One of my favorite songs is Van Morrison's "You Don't Pull No Punches, But You Don't Push The River." The wisdom in the title of the song follows much of what I'm saying about Newton's Laws: Energy can't be pushed or forced completely contrary to its nature. The energy we are talking about can be a particular emotion (like anger) or the overall flow of your spirit. That doesn't mean you give up and quit working hard in your life. i.e. you don't pull any punches. We are more than creatures of impulse. Just know what you can and cannot do.

You can't push a river. Imagine jumping in the Cuyahoga and trying to push against the flowing current with your hands. It is asurd. What you can do is channel the river.
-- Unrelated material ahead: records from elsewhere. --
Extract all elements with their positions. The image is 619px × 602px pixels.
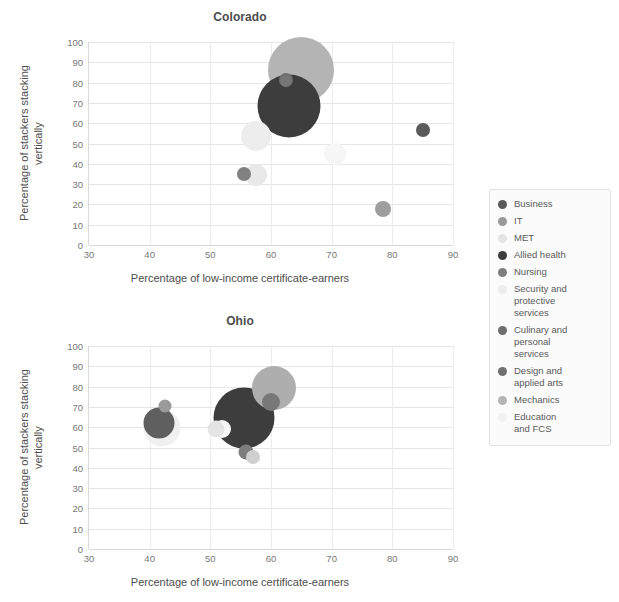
legend-item[interactable]: Business xyxy=(498,198,604,210)
y-axis-tick-label: 70 xyxy=(72,401,83,412)
x-axis-line xyxy=(89,245,453,246)
gridline-vertical xyxy=(392,346,393,549)
y-axis-tick-label: 90 xyxy=(72,361,83,372)
legend-swatch-icon xyxy=(498,413,507,422)
legend-swatch-icon xyxy=(498,268,507,277)
x-axis-tick-label: 90 xyxy=(448,553,459,564)
figure-root: Colorado Percentage of stackers stacking… xyxy=(0,0,619,602)
legend: BusinessITMETAllied healthNursingSecurit… xyxy=(489,189,611,446)
bubble-marker xyxy=(237,167,251,181)
legend-swatch-icon xyxy=(498,200,507,209)
chart-panel-ohio: Ohio Percentage of stackers stacking ver… xyxy=(0,306,480,602)
legend-item-label: Education and FCS xyxy=(514,411,556,435)
legend-item[interactable]: Design and applied arts xyxy=(498,365,604,389)
legend-item-label: Security and protective services xyxy=(514,283,567,319)
x-axis-tick-label: 50 xyxy=(205,249,216,260)
legend-swatch-icon xyxy=(498,285,507,294)
bubble-marker xyxy=(143,408,174,439)
gridline-vertical xyxy=(210,42,211,245)
gridline-vertical xyxy=(453,42,454,245)
legend-item[interactable]: MET xyxy=(498,232,604,244)
legend-swatch-icon xyxy=(498,234,507,243)
legend-item-label: Culinary and personal services xyxy=(514,324,567,360)
y-axis-tick-label: 100 xyxy=(67,341,83,352)
y-axis-tick-label: 90 xyxy=(72,57,83,68)
bubble-marker xyxy=(262,393,280,411)
y-axis-tick-label: 60 xyxy=(72,422,83,433)
legend-item[interactable]: Nursing xyxy=(498,266,604,278)
y-axis-tick-label: 40 xyxy=(72,158,83,169)
legend-item[interactable]: Security and protective services xyxy=(498,283,604,319)
y-axis-tick-label: 60 xyxy=(72,118,83,129)
legend-swatch-icon xyxy=(498,326,507,335)
legend-item[interactable]: Mechanics xyxy=(498,394,604,406)
bubble-marker xyxy=(375,201,391,217)
gridline-vertical xyxy=(453,346,454,549)
bubble-marker xyxy=(158,399,171,412)
plot-area-colorado: 010203040506070809010030405060708090 xyxy=(88,42,453,245)
y-axis-tick-label: 80 xyxy=(72,381,83,392)
chart-panel-colorado: Colorado Percentage of stackers stacking… xyxy=(0,0,480,300)
x-axis-tick-label: 30 xyxy=(84,249,95,260)
x-axis-tick-label: 50 xyxy=(205,553,216,564)
legend-item-label: Mechanics xyxy=(514,394,559,406)
legend-item[interactable]: Culinary and personal services xyxy=(498,324,604,360)
bubble-marker xyxy=(241,121,271,151)
y-axis-tick-label: 30 xyxy=(72,483,83,494)
x-axis-tick-label: 40 xyxy=(144,553,155,564)
gridline-vertical xyxy=(150,346,151,549)
y-axis-tick-label: 40 xyxy=(72,462,83,473)
x-axis-tick-label: 70 xyxy=(326,553,337,564)
chart-title-colorado: Colorado xyxy=(0,10,480,24)
chart-title-ohio: Ohio xyxy=(0,314,480,328)
y-axis-label-colorado: Percentage of stackers stacking vertical… xyxy=(18,42,46,245)
legend-swatch-icon xyxy=(498,217,507,226)
x-axis-tick-label: 30 xyxy=(84,553,95,564)
x-axis-tick-label: 60 xyxy=(266,553,277,564)
legend-item-label: Allied health xyxy=(514,249,566,261)
bubble-marker xyxy=(246,450,260,464)
y-axis-tick-label: 0 xyxy=(78,544,83,555)
x-axis-tick-label: 90 xyxy=(448,249,459,260)
y-axis-label-ohio: Percentage of stackers stacking vertical… xyxy=(18,346,46,549)
legend-swatch-icon xyxy=(498,396,507,405)
y-axis-tick-label: 20 xyxy=(72,503,83,514)
y-axis-tick-label: 30 xyxy=(72,179,83,190)
gridline-vertical xyxy=(150,42,151,245)
y-axis-tick-label: 50 xyxy=(72,442,83,453)
bubble-marker xyxy=(208,421,225,438)
y-axis-tick-label: 0 xyxy=(78,240,83,251)
y-axis-tick-label: 70 xyxy=(72,97,83,108)
plot-area-ohio: 010203040506070809010030405060708090 xyxy=(88,346,453,549)
gridline-vertical xyxy=(210,346,211,549)
bubble-marker xyxy=(281,75,292,86)
y-axis-tick-label: 50 xyxy=(72,138,83,149)
x-axis-tick-label: 80 xyxy=(387,249,398,260)
x-axis-tick-label: 60 xyxy=(266,249,277,260)
bubble-marker xyxy=(324,143,346,165)
y-axis-tick-label: 80 xyxy=(72,77,83,88)
y-axis-tick-label: 10 xyxy=(72,523,83,534)
x-axis-tick-label: 40 xyxy=(144,249,155,260)
x-axis-tick-label: 70 xyxy=(326,249,337,260)
x-axis-tick-label: 80 xyxy=(387,553,398,564)
legend-swatch-icon xyxy=(498,251,507,260)
legend-item[interactable]: Education and FCS xyxy=(498,411,604,435)
y-axis-tick-label: 10 xyxy=(72,219,83,230)
y-axis-tick-label: 20 xyxy=(72,199,83,210)
legend-item-label: MET xyxy=(514,232,534,244)
gridline-vertical xyxy=(332,346,333,549)
legend-item-label: Nursing xyxy=(514,266,547,278)
x-axis-label-colorado: Percentage of low-income certificate-ear… xyxy=(0,272,480,284)
x-axis-label-ohio: Percentage of low-income certificate-ear… xyxy=(0,576,480,588)
bubble-marker xyxy=(416,123,430,137)
gridline-vertical xyxy=(392,42,393,245)
legend-item-label: IT xyxy=(514,215,522,227)
legend-item-label: Business xyxy=(514,198,553,210)
legend-swatch-icon xyxy=(498,367,507,376)
legend-item[interactable]: Allied health xyxy=(498,249,604,261)
legend-item-label: Design and applied arts xyxy=(514,365,563,389)
legend-item[interactable]: IT xyxy=(498,215,604,227)
x-axis-line xyxy=(89,549,453,550)
y-axis-tick-label: 100 xyxy=(67,37,83,48)
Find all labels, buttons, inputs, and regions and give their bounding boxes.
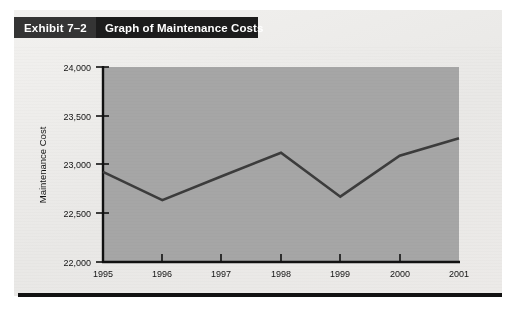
plot-area-background — [103, 67, 459, 262]
y-axis-title: Maintenance Cost — [37, 126, 48, 203]
exhibit-bottom-rule — [18, 293, 502, 297]
x-tick-label-2001: 2001 — [449, 269, 469, 279]
x-tick-label-1999: 1999 — [330, 269, 350, 279]
exhibit-title: Graph of Maintenance Costs — [96, 17, 276, 38]
exhibit-page: Exhibit 7–2 Graph of Maintenance Costs 2… — [0, 0, 516, 313]
x-tick-label-1996: 1996 — [152, 269, 172, 279]
y-tick-label-22500: 22,500 — [63, 209, 91, 219]
y-tick-label-23500: 23,500 — [63, 112, 91, 122]
x-tick-label-1997: 1997 — [211, 269, 231, 279]
x-tick-label-2000: 2000 — [390, 269, 410, 279]
x-tick-label-1998: 1998 — [271, 269, 291, 279]
exhibit-header-bar: Exhibit 7–2 Graph of Maintenance Costs — [14, 17, 258, 38]
y-tick-label-22000: 22,000 — [63, 258, 91, 268]
exhibit-number-label: Exhibit 7–2 — [14, 17, 96, 38]
maintenance-cost-line-chart: 24,000 23,500 23,000 22,500 22,000 Maint… — [14, 46, 502, 291]
chart-region: 24,000 23,500 23,000 22,500 22,000 Maint… — [14, 46, 502, 291]
y-tick-label-24000: 24,000 — [63, 63, 91, 73]
y-tick-label-23000: 23,000 — [63, 160, 91, 170]
x-tick-label-1995: 1995 — [93, 269, 113, 279]
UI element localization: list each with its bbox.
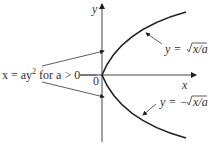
svg-text:x/a: x/a [192, 95, 208, 109]
pointer-arrow-lower-branch [143, 104, 156, 115]
upper-branch-label: y = x/a [164, 42, 208, 56]
x-axis-label: x [181, 78, 188, 92]
equation-label: x = ay2 for a > 0 [2, 67, 80, 82]
svg-text:y = −: y = − [159, 95, 188, 109]
origin-label: 0 [93, 74, 99, 88]
y-axis-label: y [91, 2, 98, 16]
lower-branch-label: y = − x/a [159, 95, 208, 109]
parabola-diagram: y x 0 x = ay2 for a > 0 y = x/a y = − x/… [0, 0, 210, 145]
pointer-arrow-upper [42, 51, 104, 66]
pointer-arrow-upper-branch [146, 33, 162, 44]
svg-text:y =: y = [164, 42, 181, 56]
svg-text:x/a: x/a [192, 42, 208, 56]
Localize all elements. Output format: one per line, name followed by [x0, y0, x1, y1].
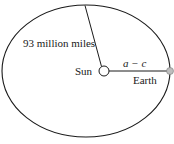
- earth-label: Earth: [133, 74, 157, 86]
- semi-major-line: [85, 6, 102, 67]
- orbit-diagram: 93 million miles Sun a − c Earth: [0, 0, 174, 144]
- perihelion-label: a − c: [123, 57, 146, 69]
- distance-label: 93 million miles: [23, 37, 95, 49]
- sun-label: Sun: [75, 65, 93, 77]
- earth-circle: [167, 68, 174, 75]
- sun-circle: [99, 66, 109, 76]
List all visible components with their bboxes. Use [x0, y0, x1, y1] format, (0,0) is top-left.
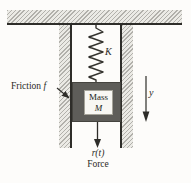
- friction-arrow-icon: [55, 85, 77, 105]
- force-word-label: Force: [80, 159, 116, 170]
- ceiling-hatch: [7, 10, 182, 25]
- friction-symbol: f: [43, 81, 46, 91]
- spring-icon: [85, 25, 107, 83]
- force-arrow-icon: [90, 122, 105, 150]
- displacement-label: y: [149, 87, 153, 98]
- right-wall-hatch: [120, 25, 133, 148]
- mass-word-label: Mass: [89, 92, 108, 102]
- friction-word: Friction: [11, 81, 41, 91]
- force-symbol-label: r(t): [80, 148, 116, 159]
- displacement-arrow-icon: [139, 75, 155, 125]
- mass-symbol-label: M: [95, 103, 103, 113]
- spring-constant-label: K: [105, 46, 112, 57]
- friction-label: Friction f: [11, 81, 46, 92]
- mass-label-box: Mass M: [84, 90, 113, 115]
- mass-block: Mass M: [72, 82, 121, 122]
- diagram-canvas: K Mass M Friction f y r(t) Force: [0, 0, 191, 183]
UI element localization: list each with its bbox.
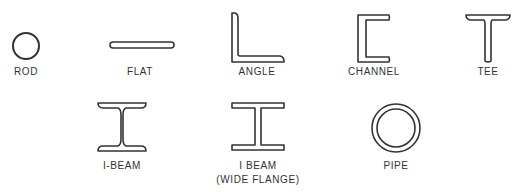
- angle-label: ANGLE: [232, 66, 282, 77]
- pipe-label: PIPE: [376, 160, 416, 171]
- ibeam-shape: [96, 101, 148, 153]
- wide-flange-label-line2: (WIDE FLANGE): [208, 174, 308, 185]
- tee-shape: [464, 14, 512, 64]
- channel-shape: [356, 14, 392, 64]
- angle-shape: [230, 12, 286, 64]
- rod-shape: [10, 30, 42, 62]
- tee-label: TEE: [468, 66, 508, 77]
- wide-flange-shape: [230, 102, 286, 152]
- wide-flange-label-line1: I BEAM: [218, 160, 298, 171]
- pipe-shape: [370, 102, 422, 154]
- rod-label: ROD: [6, 66, 46, 77]
- flat-shape: [108, 40, 176, 50]
- ibeam-label: I-BEAM: [94, 160, 150, 171]
- channel-label: CHANNEL: [342, 66, 406, 77]
- flat-label: FLAT: [120, 66, 160, 77]
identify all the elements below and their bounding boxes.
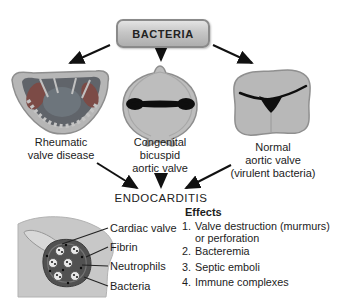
effects-item-4: 4. Immune complexes xyxy=(182,277,337,289)
item-text: Immune complexes xyxy=(195,277,289,289)
label-normal-aortic-valve: Normal aortic valve (virulent bacteria) xyxy=(213,141,333,180)
label-congenital-bicuspid: Congenital bicuspid aortic valve xyxy=(112,136,208,175)
effects-heading: Effects xyxy=(185,206,337,218)
item-text: Valve destruction (murmurs) or perforati… xyxy=(195,221,330,244)
item-text: Bacteremia xyxy=(195,246,250,258)
label-line: valve disease xyxy=(2,149,120,162)
item-line: Valve destruction (murmurs) xyxy=(195,221,330,233)
effects-item-3: 3. Septic emboli xyxy=(182,262,337,274)
endocarditis-diagram: BACTERIA Rheumatic valve disease Congeni… xyxy=(0,0,338,299)
vegetation-illustration xyxy=(18,217,113,297)
label-line: bicuspid xyxy=(112,149,208,162)
label-rheumatic-valve-disease: Rheumatic valve disease xyxy=(2,136,120,162)
item-number: 1. xyxy=(182,221,195,244)
item-number: 4. xyxy=(182,277,195,289)
label-line: Rheumatic xyxy=(2,136,120,149)
item-line: Bacteremia xyxy=(195,246,250,258)
item-text: Septic emboli xyxy=(195,262,260,274)
label-line: aortic valve xyxy=(213,154,333,167)
arrow-to-rheumatic xyxy=(70,45,110,63)
label-bacteria: Bacteria xyxy=(110,280,150,292)
label-line: Congenital xyxy=(112,136,208,149)
item-line: Septic emboli xyxy=(195,262,260,274)
label-line: Normal xyxy=(213,141,333,154)
bicuspid-valve-illustration xyxy=(123,66,197,146)
item-line: or perforation xyxy=(195,233,330,245)
item-number: 2. xyxy=(182,246,195,258)
label-line: aortic valve xyxy=(112,162,208,175)
label-cardiac-valve: Cardiac valve xyxy=(110,222,177,234)
label-fibrin: Fibrin xyxy=(110,241,138,253)
label-line: (virulent bacteria) xyxy=(213,167,333,180)
item-number: 3. xyxy=(182,262,195,274)
normal-valve-illustration xyxy=(234,70,310,135)
effects-item-2: 2. Bacteremia xyxy=(182,246,337,258)
endocarditis-label: ENDOCARDITIS xyxy=(100,192,222,204)
rheumatic-valve-illustration xyxy=(12,71,109,134)
arrow-to-normal xyxy=(213,45,252,63)
item-line: Immune complexes xyxy=(195,277,289,289)
effects-panel: Effects 1. Valve destruction (murmurs) o… xyxy=(182,206,337,291)
bacteria-box: BACTERIA xyxy=(116,19,210,48)
effects-item-1: 1. Valve destruction (murmurs) or perfor… xyxy=(182,221,337,244)
label-neutrophils: Neutrophils xyxy=(110,260,166,272)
The best way to handle anger is not to unleash it on whoever happens to be in your vicinity. The anger is a river, and it must flow. You can direct that anger toward a punching bag or maybe write about it in your journal. You can scream at the top of your lungs or go for a run. You can participate in healthy conflict resolution with other people, which will effectively resolve the anger while at the same time not passing it on to someone else. That often involves going directly to the person who has hurt you and talking out your feelings in a calm manner. One way or another, that energy has a force of its own and must be dealt with--or it will deal with you.

Like Newton says, you can't create it or destroy it. If you make someone else angry, you are most likely transferring your own anger to them, or triggering some of their own hidden anger. You are turning their love into fear, which begets anger. This is why violence and all evil is a chain reaction. One person's hurt compels them them hurt another, which in turn causes that person to lash out at someone else. This continues until someone breaks the chain by turning that anger back into love. Christian tradition has had an intuitive understanding of this in seeing Abel as the source of violence in the world. Its as if people knew that violence was an unbroken chain, and someone had to have been the first to set it in motion.

In a likewise manner, we can't simply will ourselves to change our very nature. I have seen this countless times when people have tried to impose a rigid system of morality on themselves only to "relapse" and fall completely to the opposite. You are who you are. You can't--and shouldn't--try to change yourself to your core. What you can do is cut yourself some slack. You are God's creation and remember God said that you are "good." This doesn't mean that we go through life abdicating responsibility for the consequences of our actions just because they are "in our nature." Like I said earlier, we are more than creatures of impulse. The point I am making is that whenever we are able to "do the right thing" in this life, I think it is wrapped up somehow in working with our nature rather than completely against it.

The good news is that love is an energy, just like anger. I have found that the energy of love is much more subtle, but more more powerful. Its like slow cooking rather than flash and burn.